The Coffin Carrying Queen Elizabeth II Is Transferred From Buckingham Palace To The Palace Of Westminster

Edward VII was the first monarch to lie in state in Westminster Hall. Half a million people queued up to see the King over those three days in May 1910, many of them in the rain. Our late Queen will have double that; some bowing, some kneeling, some crossing themselves with a prayer. Edward VII’s funeral was also the first time that Big Ben sounded for this occasion, a gong for each year of the monarch’s life. He was fond of his claret and smoked 20 a day, so the bell didn’t toll as many times as it did for Elizabeth.
But, for all these innovations, the most culturally influential thing that happened over that long weekend was probably a sermon preached over at St Paul’s Cathedral by Canon Henry Scott Holland.
You will know the words. I know them by heart, having used them countless times at the crematorium. They still constitute one of the most requested texts at funerals. Yet few people are aware that they are taken from a sermon. Rarely can a text have been so butchered in interpretation. Taken out of context and written in swirly script on saccharine condolence cards, one sentence per line, as if it were a poem, this text came to be presented as meaning almost the opposite of what was intended:
“Death is nothing at all. I have only slipped away into the next room. I am I, and you are you, … whatever we were to each other, that we are still.”
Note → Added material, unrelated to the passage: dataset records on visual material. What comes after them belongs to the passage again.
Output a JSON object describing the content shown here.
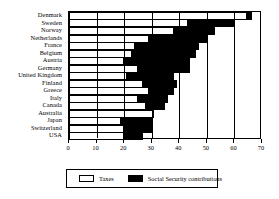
{
  "chart_data": {
    "type": "bar",
    "orientation": "horizontal",
    "stacked": true,
    "title": "",
    "subtitle": "",
    "xlabel": "",
    "ylabel": "",
    "xlim": [
      0,
      70
    ],
    "xticks": [
      0,
      10,
      20,
      30,
      40,
      50,
      60,
      70
    ],
    "xtick_labels": [
      "0",
      "10",
      "20",
      "30",
      "40",
      "50",
      "60",
      "70"
    ],
    "grid": true,
    "grid_axis": "x",
    "legend_position": "bottom",
    "categories": [
      "Denmark",
      "Sweden",
      "Norway",
      "Netherlands",
      "France",
      "Belgium",
      "Austria",
      "Germany",
      "United Kingdom",
      "Finland",
      "Greece",
      "Italy",
      "Canada",
      "Australia",
      "Japan",
      "Switzerland",
      "USA"
    ],
    "series": [
      {
        "name": "Taxes",
        "color": "#ffffff",
        "values": [
          64.5,
          43.0,
          38.0,
          29.0,
          24.0,
          23.0,
          20.0,
          25.0,
          21.0,
          27.0,
          29.0,
          25.0,
          28.0,
          31.0,
          19.0,
          20.0,
          20.0
        ]
      },
      {
        "name": "Social Security contributions",
        "color": "#000000",
        "values": [
          2.0,
          17.0,
          15.0,
          21.0,
          23.0,
          23.0,
          24.0,
          19.0,
          17.0,
          12.0,
          9.0,
          11.0,
          7.0,
          0.0,
          11.0,
          10.0,
          7.0
        ]
      }
    ],
    "totals": [
      66.5,
      60.0,
      53.0,
      50.0,
      47.0,
      46.0,
      44.0,
      44.0,
      38.0,
      39.0,
      38.0,
      36.0,
      35.0,
      31.0,
      30.0,
      30.0,
      27.0
    ]
  },
  "legend": {
    "taxes_label": "Taxes",
    "ssc_label": "Social Security contributions"
  }
}
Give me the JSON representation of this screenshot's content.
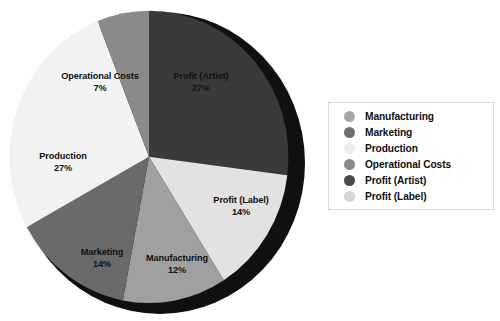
{
  "chart_data": {
    "type": "pie",
    "title": "",
    "labels": [
      "Profit (Artist)",
      "Profit (Label)",
      "Manufacturing",
      "Marketing",
      "Production",
      "Operational Costs"
    ],
    "values": [
      27,
      14,
      12,
      14,
      27,
      7
    ],
    "value_suffix": "%",
    "legend_position": "right",
    "grid": false,
    "style": "3d-pie",
    "slices": [
      {
        "label": "Profit (Artist)",
        "value": 27,
        "display": "27%",
        "color": "#3a3a3a",
        "start_deg": 0,
        "end_deg": 97.2
      },
      {
        "label": "Profit (Label)",
        "value": 14,
        "display": "14%",
        "color": "#e2e2e2",
        "start_deg": 97.2,
        "end_deg": 147.6
      },
      {
        "label": "Manufacturing",
        "value": 12,
        "display": "12%",
        "color": "#a0a0a0",
        "start_deg": 147.6,
        "end_deg": 190.8
      },
      {
        "label": "Marketing",
        "value": 14,
        "display": "14%",
        "color": "#6a6a6a",
        "start_deg": 190.8,
        "end_deg": 241.2
      },
      {
        "label": "Production",
        "value": 27,
        "display": "27%",
        "color": "#f2f2f2",
        "start_deg": 241.2,
        "end_deg": 338.4
      },
      {
        "label": "Operational Costs",
        "value": 7,
        "display": "7%",
        "color": "#8a8a8a",
        "start_deg": 338.4,
        "end_deg": 360
      }
    ],
    "depth_color": "#101010"
  },
  "labels": {
    "profit_artist": {
      "name": "Profit (Artist)",
      "value": "27%"
    },
    "profit_label": {
      "name": "Profit (Label)",
      "value": "14%"
    },
    "manufacturing": {
      "name": "Manufacturing",
      "value": "12%"
    },
    "marketing": {
      "name": "Marketing",
      "value": "14%"
    },
    "production": {
      "name": "Production",
      "value": "27%"
    },
    "operational": {
      "name": "Operational Costs",
      "value": "7%"
    }
  },
  "legend": {
    "items": [
      {
        "label": "Manufacturing",
        "color": "#a8a8a8"
      },
      {
        "label": "Marketing",
        "color": "#6e6e6e"
      },
      {
        "label": "Production",
        "color": "#ececec"
      },
      {
        "label": "Operational Costs",
        "color": "#8a8a8a"
      },
      {
        "label": "Profit (Artist)",
        "color": "#4a4a4a"
      },
      {
        "label": "Profit (Label)",
        "color": "#d4d4d4"
      }
    ]
  }
}
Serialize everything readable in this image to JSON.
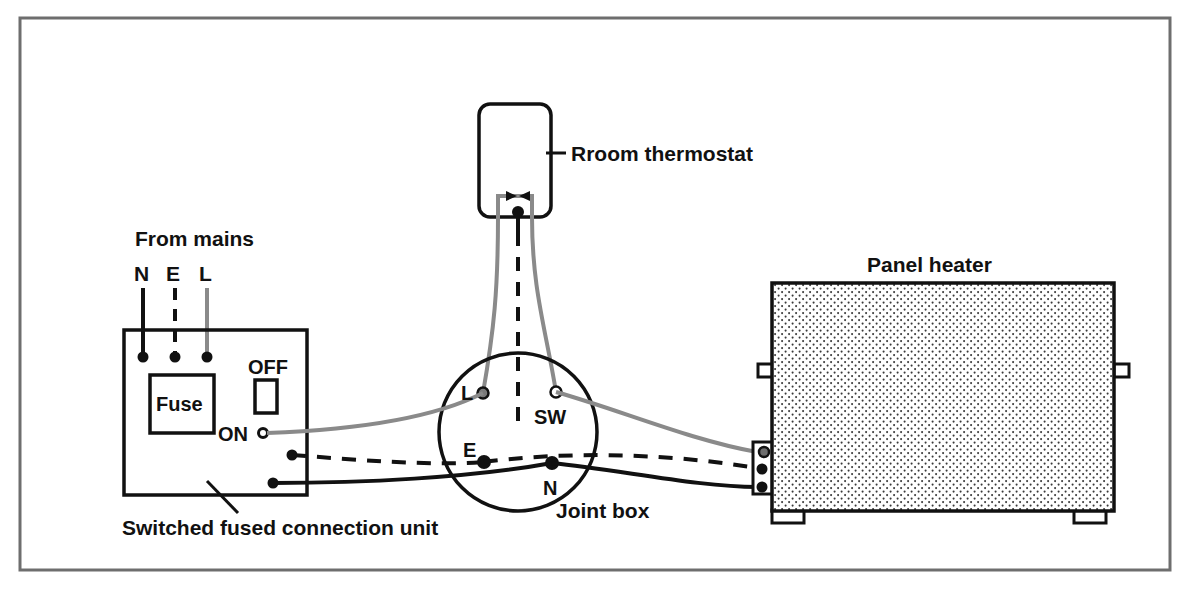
{
  "diagram": {
    "title_visible": false,
    "frame": {
      "present": true,
      "color": "#6e6e6e"
    },
    "colors": {
      "ink": "#111111",
      "live_wire": "#8a8a8a",
      "neutral_wire": "#111111",
      "earth_wire": "#111111",
      "heater_fill": "#f2f2f2",
      "frame": "#6e6e6e",
      "paper": "#ffffff"
    },
    "labels": {
      "from_mains": "From mains",
      "mains_n": "N",
      "mains_e": "E",
      "mains_l": "L",
      "fuse": "Fuse",
      "switch_off": "OFF",
      "switch_on": "ON",
      "connection_unit": "Switched fused connection unit",
      "thermostat": "Rroom thermostat",
      "joint_box": "Joint box",
      "terminal_l": "L",
      "terminal_sw": "SW",
      "terminal_e": "E",
      "terminal_n": "N",
      "panel_heater": "Panel heater"
    },
    "components": [
      {
        "name": "switched-fused-connection-unit",
        "label": "Switched fused connection unit"
      },
      {
        "name": "room-thermostat",
        "label": "Rroom thermostat"
      },
      {
        "name": "joint-box",
        "label": "Joint box"
      },
      {
        "name": "panel-heater",
        "label": "Panel heater"
      }
    ],
    "joint_box_terminals": [
      "L",
      "SW",
      "E",
      "N"
    ],
    "mains_conductors": [
      "N",
      "E",
      "L"
    ]
  }
}
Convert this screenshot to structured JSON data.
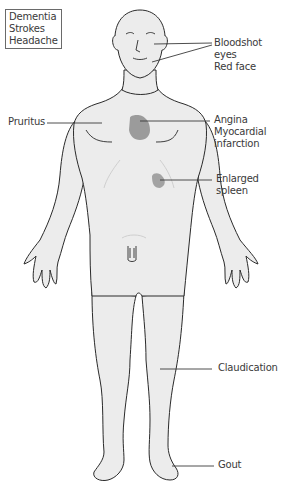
{
  "diagram": {
    "colors": {
      "skin": "#ececec",
      "outline": "#2a2a2a",
      "highlight": "#9b9b9b",
      "leader": "#3a3a3a"
    },
    "labels": {
      "head_box": [
        "Dementia",
        "Strokes",
        "Headache"
      ],
      "eyes_face": [
        "Bloodshot",
        "eyes",
        "Red face"
      ],
      "pruritus": [
        "Pruritus"
      ],
      "heart": [
        "Angina",
        "Myocardial",
        "infarction"
      ],
      "spleen": [
        "Enlarged",
        "spleen"
      ],
      "leg": [
        "Claudication"
      ],
      "foot": [
        "Gout"
      ]
    }
  }
}
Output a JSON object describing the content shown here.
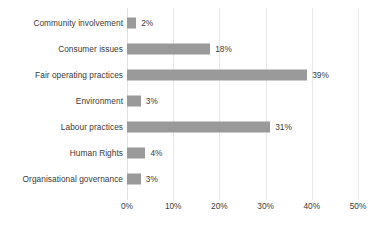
{
  "chart_data": {
    "type": "bar",
    "orientation": "horizontal",
    "title": "",
    "xlabel": "",
    "ylabel": "",
    "xlim": [
      0,
      50
    ],
    "xticks": [
      "0%",
      "10%",
      "20%",
      "30%",
      "40%",
      "50%"
    ],
    "xtick_values": [
      0,
      10,
      20,
      30,
      40,
      50
    ],
    "grid": "vertical",
    "legend": "none",
    "bar_color": "#9a9a9a",
    "text_color": "#3a3a3a",
    "gridline_color": "#e8e8e8",
    "categories": [
      "Community involvement",
      "Consumer issues",
      "Fair operating practices",
      "Environment",
      "Labour practices",
      "Human Rights",
      "Organisational governance"
    ],
    "values": [
      2,
      18,
      39,
      3,
      31,
      4,
      3
    ],
    "value_labels": [
      "2%",
      "18%",
      "39%",
      "3%",
      "31%",
      "4%",
      "3%"
    ]
  }
}
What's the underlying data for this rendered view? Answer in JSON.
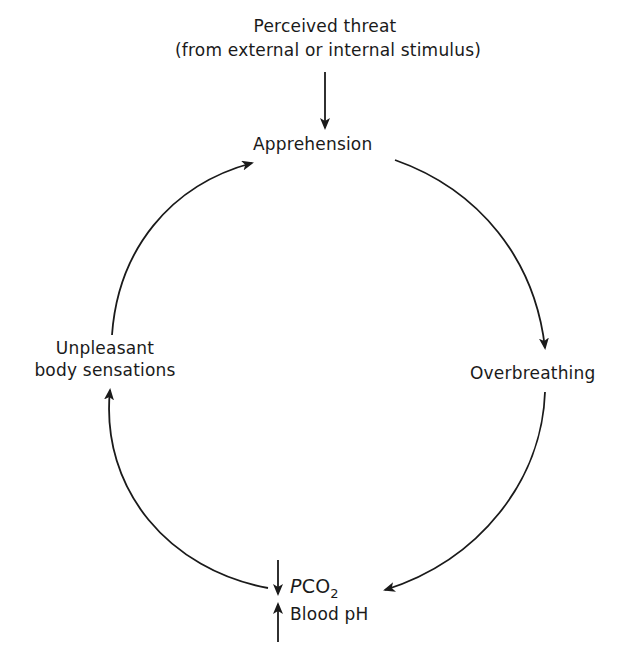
{
  "diagram": {
    "title_line1": "Perceived threat",
    "title_line2": "(from external or internal stimulus)",
    "nodes": {
      "apprehension": "Apprehension",
      "overbreathing": "Overbreathing",
      "pco2_italic": "P",
      "pco2_main": "CO",
      "pco2_sub": "2",
      "blood_ph": "Blood pH",
      "unpleasant_line1": "Unpleasant",
      "unpleasant_line2": "body sensations"
    },
    "indicators": {
      "pco2_direction": "down",
      "blood_ph_direction": "up"
    },
    "cycle_order": [
      "Apprehension",
      "Overbreathing",
      "PCO2 down / Blood pH up",
      "Unpleasant body sensations"
    ],
    "colors": {
      "ink": "#1a1a1a",
      "background": "#ffffff"
    }
  }
}
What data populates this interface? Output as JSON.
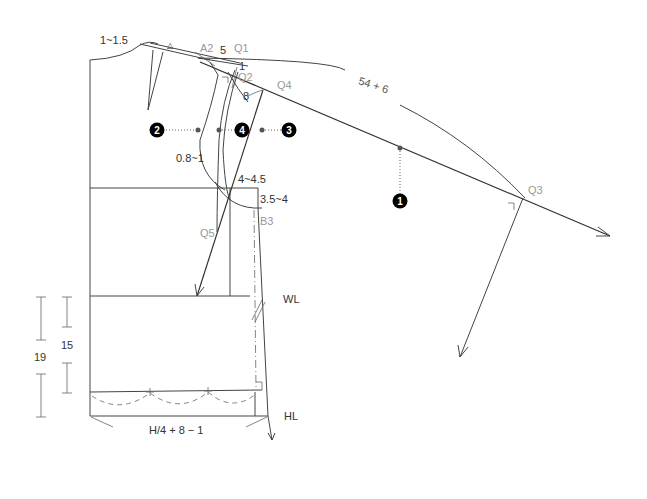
{
  "diagram": {
    "labels": {
      "neck_drop": "1~1.5",
      "triangle": "△",
      "A2": "A2",
      "five": "5",
      "Q1": "Q1",
      "one": "1",
      "Q2": "Q2",
      "eight": "8",
      "Q4": "Q4",
      "cap_length": "54 + 6",
      "Q3": "Q3",
      "depth": "0.8~1",
      "width_4": "4~4.5",
      "width_35": "3.5~4",
      "B3": "B3",
      "Q5": "Q5",
      "WL": "WL",
      "HL": "HL",
      "dim_15": "15",
      "dim_19": "19",
      "hip_formula": "H/4 + 8 − 1"
    },
    "markers": [
      {
        "num": "1"
      },
      {
        "num": "2"
      },
      {
        "num": "3"
      },
      {
        "num": "4"
      }
    ]
  }
}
Within a decade, millions of men would die in the trenches of northern France. Later, six million would be murdered in the Holocaust, and be slaughtered with the development of new weapons of war including the nuclear bomb. How could they keep on reading out “death is nothing at all”? What a ridiculous thing to say.
Yet the second half of the 20th century — perhaps because of the horror of the first half — ended up being the “death is nothing at all” era. Many people stopped wearing black at funerals. Guests were invited to wear something colourful to celebrate a life. “I don’t want people to be sad” is the thing I hear most often from the dying.